<
>

Dilshan drops a dolly

Mohammad Ashraful was out 10 short of a maiden double-ton Associated Press

The shot
Walking in to bat at 550 for 6, Sohag Gazi had the license to play his shots and get Bangladesh as close to Sri Lanka's score as possible. As they neared the 570-mark, Gazi played an upper cut off Nuwan Kusasekara that bounced once before thudding into the third-man boundary hoardings. He leaned back, let the ball get slightly past his right shoulder before flicking the bat in an upward direction. The slips raised their arms in hope as the ball sped away. With that boundary, it was the first time Bangladesh had taken the lead against Sri Lanka in 13 Tests.

The foreshadow
Mohammad Ashraful had looked like a batsman who didn't have nerves on the third day, but with the impending milestone of becoming the first double-centurion of the country just 11 runs away, it was always going to be hard to follow up on a near-perfect act. As if on cue, Ashraful began the day with a daft shot, trying to reverse-sweep the first ball, which was bowled by Tillakaratne Dilshan from around the wicket. The leg slip caught the ball that went past the bat's edge and probably hit the thigh-pad. Four overs later, Ashraful got out for 190, via another uneasy shot, against Rangana Herath.

The dolly drop
Sri Lanka, like Bangladesh, allowed the long, tortuous spells in the field to affect their catching, but the worst drop in the Test was a return chance that Sri Lanka's best fielder Tillakaratne Dilshan would have expected to catch comatose. Elias Sunny had just arrived at the crease and gently stroked a length ball back to Dilshan at thigh height. Dilshan set himself, but closed his fingers too early, and let the ball fall on the pitch. Thankfully for the bowler and Sri Lanka, he had Sunny caught behind next over.

The debutant's moment
Most Test debutants might recall their first Test as a great moment in their career, but Kithuruwan Vithanage is likely to have fewer fond memories of his first international outing, given his only involvement so far was to spend two full days in the scorching Galle sun. He is still at great risk of not getting a bat in the Test, but at least he will be on the scoreboard, after holding on to a ball at short leg that was deemed to have brushed Sohag Gazi's bat, in his 177th over in the field.

The reprieve
Given Kumar Sangakkara's three last scores against Bangladesh at home read 200*, 222* and 142, the visitors would have been keen to see his back early on a flat pitch, but after also shelling a chance off him in the first innings, Bangladesh did similarly in the second. Gazi got one to bite more than Sangakkara expected in the 13th over, and though the feather edge caused no major deviation to the ball's trajectory, Mushfiqur Rahim shelled the chance, having kept tidily throughout the Test. By stumps, Sangakkara had added 36 chanceless runs to his score, and was on the verge of a half-century.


▶ Task to complete:
From the entries, copy every line that carries the string "Image".

▶ Exercise materials:
- - - - -

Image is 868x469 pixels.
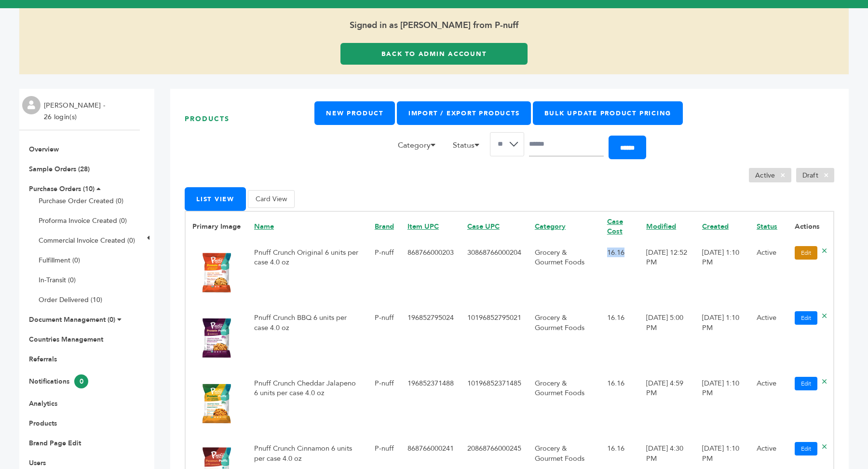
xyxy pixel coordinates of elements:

- - - - -

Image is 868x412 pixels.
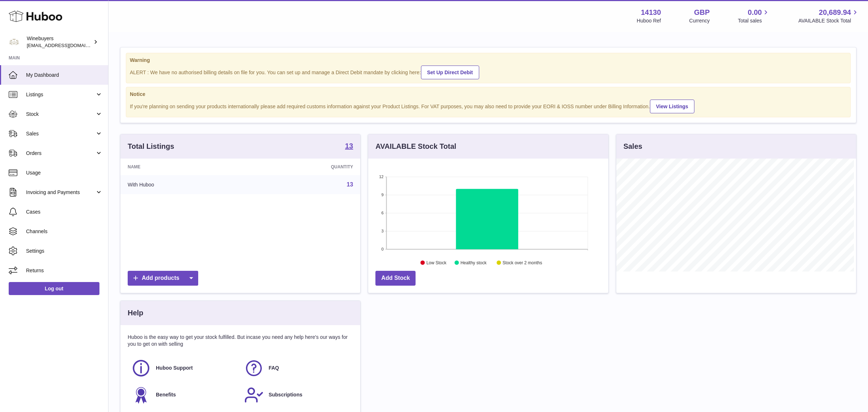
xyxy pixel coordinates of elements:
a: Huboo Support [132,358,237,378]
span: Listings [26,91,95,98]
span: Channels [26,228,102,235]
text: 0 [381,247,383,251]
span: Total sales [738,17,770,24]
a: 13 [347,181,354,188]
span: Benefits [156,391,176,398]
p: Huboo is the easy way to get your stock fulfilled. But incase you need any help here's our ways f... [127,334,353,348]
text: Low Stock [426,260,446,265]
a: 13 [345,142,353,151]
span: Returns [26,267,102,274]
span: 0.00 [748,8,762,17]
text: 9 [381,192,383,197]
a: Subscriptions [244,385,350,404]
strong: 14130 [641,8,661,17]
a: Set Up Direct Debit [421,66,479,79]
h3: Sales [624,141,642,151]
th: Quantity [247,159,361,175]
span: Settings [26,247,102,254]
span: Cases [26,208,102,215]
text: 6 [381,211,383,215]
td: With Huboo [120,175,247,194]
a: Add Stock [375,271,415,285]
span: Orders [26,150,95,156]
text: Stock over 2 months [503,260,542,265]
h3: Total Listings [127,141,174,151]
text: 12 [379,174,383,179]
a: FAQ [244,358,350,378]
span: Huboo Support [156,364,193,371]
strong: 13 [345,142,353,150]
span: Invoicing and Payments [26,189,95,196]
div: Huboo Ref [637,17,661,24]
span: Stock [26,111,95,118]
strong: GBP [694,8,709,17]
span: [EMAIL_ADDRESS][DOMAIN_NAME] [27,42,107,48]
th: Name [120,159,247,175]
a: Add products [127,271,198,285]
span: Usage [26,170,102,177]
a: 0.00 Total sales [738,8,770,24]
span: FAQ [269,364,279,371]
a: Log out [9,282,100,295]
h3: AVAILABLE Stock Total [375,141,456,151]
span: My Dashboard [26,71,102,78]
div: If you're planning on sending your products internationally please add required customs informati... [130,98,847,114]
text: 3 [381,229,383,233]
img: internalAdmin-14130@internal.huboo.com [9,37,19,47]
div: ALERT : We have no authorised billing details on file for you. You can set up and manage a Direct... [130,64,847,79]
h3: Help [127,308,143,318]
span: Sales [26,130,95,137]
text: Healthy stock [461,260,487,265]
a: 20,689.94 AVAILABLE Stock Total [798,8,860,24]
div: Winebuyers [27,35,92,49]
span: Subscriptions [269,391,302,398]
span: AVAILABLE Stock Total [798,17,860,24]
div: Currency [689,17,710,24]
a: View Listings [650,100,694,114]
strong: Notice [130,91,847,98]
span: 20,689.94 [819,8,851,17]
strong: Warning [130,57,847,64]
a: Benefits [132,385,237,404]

- - - - -

▶ Written answer:
Image is 868x469 pixels.
Image is 868x412 pixels.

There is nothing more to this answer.